LifeLine Animal Project
An Atlanta-based no-kill nonprofit that has, since 2013, operated the municipal animal services contracts for both Fulton and DeKalb counties — one of the largest contracted no-kill shelter operations in the country.
LifeLine Animal Project is one of the more institutionally important animal welfare organizations in the southeast, founded in 2002 by Rebecca Guinn, an Atlanta attorney who, like a number of nonprofit founders in this category, started the organization after a personal encounter with the municipal shelter system. LifeLine grew quickly through the 2000s and 2010s and in 2013 took on the contracted animal services for DeKalb County, followed by Fulton County in 2017.
The contracted-municipal-services arrangement is unusual. Most American no-kill organizations operate as adoption partners to municipal shelters; LifeLine actually operates the municipal shelters themselves under contract, which gives the organization a different kind of leverage on outcomes.
How they work
LifeLine adoptions happen out of multiple locations: the LifeLine Pet Adoption Center in Avondale Estates, the Fulton County Animal Services facility in West Atlanta, and the DeKalb County Animal Services facility on Camp Road. Each functions as both a municipal animal services site and an active adoption center.
Adoptions begin online or in person. The application is short, the interview is conversational. Adoption fees vary by animal and time of year.
The shelters operate as no-kill in practice — both the Fulton and DeKalb facilities maintain live release rates consistently above 90%, which is unusual for contracted municipal shelters operating in metros of Atlanta's size and intake volume.
Beyond standard adoptions, LifeLine runs:
- The Spay & Neuter Clinic at Avondale Estates — providing low-cost services widely across metro Atlanta.
- Catlanta — a community-cat program handling trap-neuter-return and barn cat placement.
- Pet Support Center — surrender prevention, food assistance, and behavior support for households at risk of giving up their animals.
- Foster networks spanning both county systems.
- Behavior and training programs for dogs requiring rehabilitation.
- Veterinary care for adopted animals and a broader low-income community.
The contracted no-kill model
LifeLine's role as the contracted animal services provider for both DeKalb and Fulton counties is, in shelter-policy terms, one of the more interesting structural arrangements in the country. Most American municipal shelters operate as government-run facilities, with adoption work either handled in-house or contracted to outside nonprofits. LifeLine operates the entire system — intake, animal control, adoption, medical, community outreach — under a single nonprofit umbrella, with contracts from the counties paying for the municipal services portion.
This structural arrangement makes it easier to maintain no-kill outcomes than the traditional split model. Decisions about whether to euthanize for space, time, or condition are made by the same organization responsible for finding alternatives — not by a city department that has limited capacity for rehabilitation work.
The model has worked. Fulton and DeKalb were both, prior to LifeLine taking over the contracts, operating with high euthanasia rates and limited adoption infrastructure. Both now run as no-kill systems with live release rates that have held above 90% for multiple consecutive years.
You can support LifeLine in the standard ways:
- Adopt from any of the three main facilities.
- Foster — the foster network spans both county systems and is constantly recruiting.
- Volunteer — dog walking, cat socializing, medical clinic support, event work, community outreach.
- Donate — LifeLine publishes detailed financials annually.
Field & Era at LifeLine Animal Project
The Avondale Estates, Fulton County, and DeKalb County coordinates all appear in Companion Edition orders shipped throughout metro Atlanta and the broader southeast. If you adopted from any of the three LifeLine facilities and want the address set on archival paper, see the Companion Edition. 10% of every Companion order supports a rescue partner.
Last verified May 29, 2026. Facts about hours, intake policies, and adoption fees can change. Confirm with LifeLine Animal Project directly before visiting.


Problem to solve: As soon as the line containing "What region is mechanical fan in?" appears, copy it and every following line word for word until the records end.

*** Exercise materials Section Begins ***

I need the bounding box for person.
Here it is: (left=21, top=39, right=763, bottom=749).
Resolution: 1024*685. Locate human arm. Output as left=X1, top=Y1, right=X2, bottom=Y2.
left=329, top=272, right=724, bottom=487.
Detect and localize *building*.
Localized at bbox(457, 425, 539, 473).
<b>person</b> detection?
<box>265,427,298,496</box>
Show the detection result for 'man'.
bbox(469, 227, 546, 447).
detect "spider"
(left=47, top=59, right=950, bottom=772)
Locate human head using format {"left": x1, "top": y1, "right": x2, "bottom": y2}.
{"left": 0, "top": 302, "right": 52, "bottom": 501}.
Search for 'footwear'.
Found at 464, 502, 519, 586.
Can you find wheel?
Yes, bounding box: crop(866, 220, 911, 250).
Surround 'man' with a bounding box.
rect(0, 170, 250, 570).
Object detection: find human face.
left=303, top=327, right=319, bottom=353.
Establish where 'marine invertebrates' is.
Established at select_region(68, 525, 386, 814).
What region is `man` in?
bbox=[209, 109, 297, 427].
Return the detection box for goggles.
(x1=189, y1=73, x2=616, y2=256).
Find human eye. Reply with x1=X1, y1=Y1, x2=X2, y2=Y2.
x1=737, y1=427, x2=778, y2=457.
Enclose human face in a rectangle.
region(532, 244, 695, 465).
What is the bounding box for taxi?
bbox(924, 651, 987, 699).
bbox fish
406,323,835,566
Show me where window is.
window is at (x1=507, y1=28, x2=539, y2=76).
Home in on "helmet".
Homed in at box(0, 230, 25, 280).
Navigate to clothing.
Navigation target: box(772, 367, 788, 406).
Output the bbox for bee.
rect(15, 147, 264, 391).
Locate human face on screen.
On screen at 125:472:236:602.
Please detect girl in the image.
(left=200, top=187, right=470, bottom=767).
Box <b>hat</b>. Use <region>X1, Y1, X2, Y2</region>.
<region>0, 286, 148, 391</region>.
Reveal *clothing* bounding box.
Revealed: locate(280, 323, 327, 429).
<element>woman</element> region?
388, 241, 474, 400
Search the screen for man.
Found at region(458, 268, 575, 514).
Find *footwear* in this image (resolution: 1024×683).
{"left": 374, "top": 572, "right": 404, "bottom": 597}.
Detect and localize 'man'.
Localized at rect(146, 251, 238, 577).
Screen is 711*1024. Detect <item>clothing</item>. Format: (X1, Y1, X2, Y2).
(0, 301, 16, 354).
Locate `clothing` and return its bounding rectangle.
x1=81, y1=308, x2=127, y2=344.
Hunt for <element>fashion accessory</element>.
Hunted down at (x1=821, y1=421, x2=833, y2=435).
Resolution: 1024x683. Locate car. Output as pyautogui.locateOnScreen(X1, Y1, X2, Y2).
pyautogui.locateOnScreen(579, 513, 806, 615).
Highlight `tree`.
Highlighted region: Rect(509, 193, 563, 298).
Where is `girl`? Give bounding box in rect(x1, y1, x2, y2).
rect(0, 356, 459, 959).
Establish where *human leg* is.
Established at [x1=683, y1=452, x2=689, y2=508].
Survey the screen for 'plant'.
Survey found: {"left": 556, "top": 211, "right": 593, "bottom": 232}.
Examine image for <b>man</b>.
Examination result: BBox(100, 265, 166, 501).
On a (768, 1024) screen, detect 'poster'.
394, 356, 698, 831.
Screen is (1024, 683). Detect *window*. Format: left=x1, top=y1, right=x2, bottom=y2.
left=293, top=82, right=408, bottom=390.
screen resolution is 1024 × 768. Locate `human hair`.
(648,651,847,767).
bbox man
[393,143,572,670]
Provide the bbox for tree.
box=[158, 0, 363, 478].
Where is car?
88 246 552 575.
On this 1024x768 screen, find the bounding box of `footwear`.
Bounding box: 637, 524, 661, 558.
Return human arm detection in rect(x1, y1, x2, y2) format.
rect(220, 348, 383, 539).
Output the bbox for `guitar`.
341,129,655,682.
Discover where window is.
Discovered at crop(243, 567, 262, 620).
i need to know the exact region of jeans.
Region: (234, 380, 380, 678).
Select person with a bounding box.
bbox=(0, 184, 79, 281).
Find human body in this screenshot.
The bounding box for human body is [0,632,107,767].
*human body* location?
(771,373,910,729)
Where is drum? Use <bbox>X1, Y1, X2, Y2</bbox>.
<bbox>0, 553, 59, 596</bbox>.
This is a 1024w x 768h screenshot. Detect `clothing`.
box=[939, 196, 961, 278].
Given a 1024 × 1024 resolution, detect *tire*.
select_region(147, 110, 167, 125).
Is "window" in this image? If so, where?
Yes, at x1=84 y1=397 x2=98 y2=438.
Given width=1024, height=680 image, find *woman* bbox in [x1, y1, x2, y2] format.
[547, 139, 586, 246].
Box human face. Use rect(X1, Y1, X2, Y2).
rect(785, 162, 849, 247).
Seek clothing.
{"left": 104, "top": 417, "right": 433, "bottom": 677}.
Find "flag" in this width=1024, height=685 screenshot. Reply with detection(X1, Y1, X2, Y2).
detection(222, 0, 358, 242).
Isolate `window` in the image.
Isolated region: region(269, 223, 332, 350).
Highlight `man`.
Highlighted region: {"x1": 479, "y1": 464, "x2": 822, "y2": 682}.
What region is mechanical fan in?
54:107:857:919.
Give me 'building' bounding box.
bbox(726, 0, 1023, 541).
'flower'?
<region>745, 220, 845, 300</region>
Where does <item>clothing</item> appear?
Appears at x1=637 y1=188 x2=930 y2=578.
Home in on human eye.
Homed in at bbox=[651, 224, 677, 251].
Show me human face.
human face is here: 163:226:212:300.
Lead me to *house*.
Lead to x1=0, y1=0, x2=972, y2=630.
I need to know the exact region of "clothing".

*** Exercise materials Section Ends ***

Written answer:
What region is mechanical fan in?
54:107:857:919.
Give me 'building' bounding box.
bbox(726, 0, 1023, 541).
'flower'?
<region>745, 220, 845, 300</region>
Where does <item>clothing</item> appear?
Appears at x1=637 y1=188 x2=930 y2=578.
Home in on human eye.
Homed in at bbox=[651, 224, 677, 251].
Show me human face.
human face is here: 163:226:212:300.
Lead me to *house*.
Lead to x1=0, y1=0, x2=972, y2=630.
I need to know the exact region of "clothing".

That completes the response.